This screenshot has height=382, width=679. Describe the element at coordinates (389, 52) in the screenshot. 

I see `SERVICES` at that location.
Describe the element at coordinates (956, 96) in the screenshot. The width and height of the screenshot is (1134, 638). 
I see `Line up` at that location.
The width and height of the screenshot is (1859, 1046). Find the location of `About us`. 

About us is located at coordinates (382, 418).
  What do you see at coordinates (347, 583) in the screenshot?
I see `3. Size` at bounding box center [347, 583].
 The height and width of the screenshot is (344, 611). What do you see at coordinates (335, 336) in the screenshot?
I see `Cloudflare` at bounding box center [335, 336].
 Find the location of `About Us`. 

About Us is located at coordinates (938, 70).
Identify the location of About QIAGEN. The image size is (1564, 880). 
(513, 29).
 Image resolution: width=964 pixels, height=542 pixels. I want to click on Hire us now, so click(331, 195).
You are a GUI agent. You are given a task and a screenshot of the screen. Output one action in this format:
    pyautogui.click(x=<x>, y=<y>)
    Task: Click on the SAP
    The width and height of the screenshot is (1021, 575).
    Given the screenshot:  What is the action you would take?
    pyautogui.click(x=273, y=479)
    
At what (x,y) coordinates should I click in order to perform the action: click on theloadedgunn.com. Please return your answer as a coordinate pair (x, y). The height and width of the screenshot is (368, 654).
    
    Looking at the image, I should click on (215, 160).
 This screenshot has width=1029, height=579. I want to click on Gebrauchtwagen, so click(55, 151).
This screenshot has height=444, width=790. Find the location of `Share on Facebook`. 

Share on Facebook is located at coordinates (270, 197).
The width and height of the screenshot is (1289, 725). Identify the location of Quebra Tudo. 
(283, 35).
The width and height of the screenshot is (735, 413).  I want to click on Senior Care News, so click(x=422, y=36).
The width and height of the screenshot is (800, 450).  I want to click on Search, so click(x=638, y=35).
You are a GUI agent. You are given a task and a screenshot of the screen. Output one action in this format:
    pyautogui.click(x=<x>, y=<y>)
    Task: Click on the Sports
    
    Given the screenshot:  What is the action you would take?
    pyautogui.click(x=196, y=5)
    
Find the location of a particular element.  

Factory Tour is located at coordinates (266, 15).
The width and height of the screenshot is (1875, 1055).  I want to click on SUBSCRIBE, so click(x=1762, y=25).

========================================

- [Exercise brief] Output the data in full, please, exactly as written.

- [Answer for this exercise]
This screenshot has height=382, width=679. Describe the element at coordinates (389, 52) in the screenshot. 

I see `SERVICES` at that location.
Describe the element at coordinates (956, 96) in the screenshot. The width and height of the screenshot is (1134, 638). 
I see `Line up` at that location.
The width and height of the screenshot is (1859, 1046). Find the location of `About us`. 

About us is located at coordinates (382, 418).
  What do you see at coordinates (347, 583) in the screenshot?
I see `3. Size` at bounding box center [347, 583].
 The height and width of the screenshot is (344, 611). What do you see at coordinates (335, 336) in the screenshot?
I see `Cloudflare` at bounding box center [335, 336].
 Find the location of `About Us`. 

About Us is located at coordinates (938, 70).
Identify the location of About QIAGEN. The image size is (1564, 880). 
(513, 29).
 Image resolution: width=964 pixels, height=542 pixels. I want to click on Hire us now, so click(331, 195).
You are a GUI agent. You are given a task and a screenshot of the screen. Output one action in this format:
    pyautogui.click(x=<x>, y=<y>)
    Task: Click on the SAP
    The width and height of the screenshot is (1021, 575).
    Given the screenshot:  What is the action you would take?
    pyautogui.click(x=273, y=479)
    
At what (x,y) coordinates should I click in order to perform the action: click on theloadedgunn.com. Please return your answer as a coordinate pair (x, y). The height and width of the screenshot is (368, 654).
    
    Looking at the image, I should click on (215, 160).
 This screenshot has width=1029, height=579. I want to click on Gebrauchtwagen, so click(55, 151).
This screenshot has height=444, width=790. Find the location of `Share on Facebook`. 

Share on Facebook is located at coordinates (270, 197).
The width and height of the screenshot is (1289, 725). Identify the location of Quebra Tudo. 
(283, 35).
The width and height of the screenshot is (735, 413).  I want to click on Senior Care News, so click(x=422, y=36).
The width and height of the screenshot is (800, 450).  I want to click on Search, so click(x=638, y=35).
You are a GUI agent. You are given a task and a screenshot of the screen. Output one action in this format:
    pyautogui.click(x=<x>, y=<y>)
    Task: Click on the Sports
    
    Given the screenshot:  What is the action you would take?
    pyautogui.click(x=196, y=5)
    
Find the location of a particular element.  

Factory Tour is located at coordinates (266, 15).
The width and height of the screenshot is (1875, 1055).  I want to click on SUBSCRIBE, so click(x=1762, y=25).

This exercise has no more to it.